Weapons Of Mass Destruction In Popular Culture
Weapons of mass destruction and their related impacts have been a mainstay of popular culture since the beginning of the Cold War, as both political commentary and humorous outlet.
Read more about Weapons Of Mass Destruction In Popular Culture: Early Humorous Reference To WMDs, Nuclear Weapons As A Central Theme in Movies, In Science Fiction, The Invasion of Iraq in Search of Sadam Hussein's Alleged WMDs, Biological WMDs, See Also
Famous quotes containing the words mass, destruction, popular and/or culture:
“Too much traffic with a quotation book begets a conviction of ignorance in a sensitive reader. Not only is there a mass of quotable stuff he never quotes, but an even vaster realm of which he has never heard.”
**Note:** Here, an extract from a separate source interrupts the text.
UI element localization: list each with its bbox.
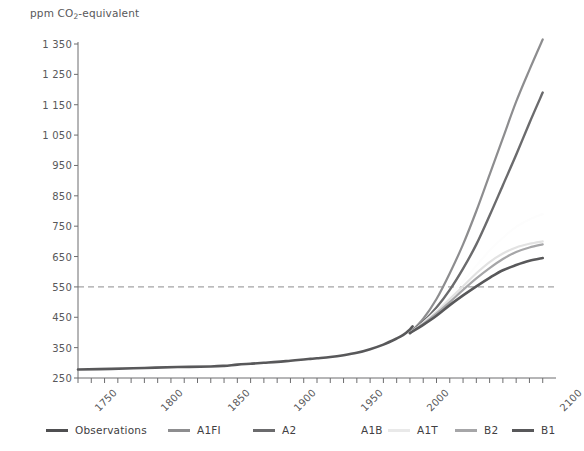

—Robertson Davies (b. 1913)
“When one of us dies of cancer, loses her mind, or commits suicide, we must not blame her for her inability to survive an ongoing political mechanism bent on the destruction of that human being. Sanity remains defined simply by the ability to cope with insane conditions.”
—Ana Castillo (b. 1953)
“People try so hard to believe in leaders now, pitifully hard. But we no sooner get a popular reformer or politician or soldier or writer or philosophera Roosevelt, a Tolstoy, a Wood, a Shaw, a Nietzsche, than the cross-currents of criticism wash him away. My Lord, no man can stand prominence these days. Its the surest path to obscurity. People get sick of hearing the same name over and over.”
—F. Scott Fitzgerald (18961940)
“Nobody seriously questions the principle that it is the function of mass culture to maintain public morale, and certainly nobody in the mass audience objects to having his morale maintained.”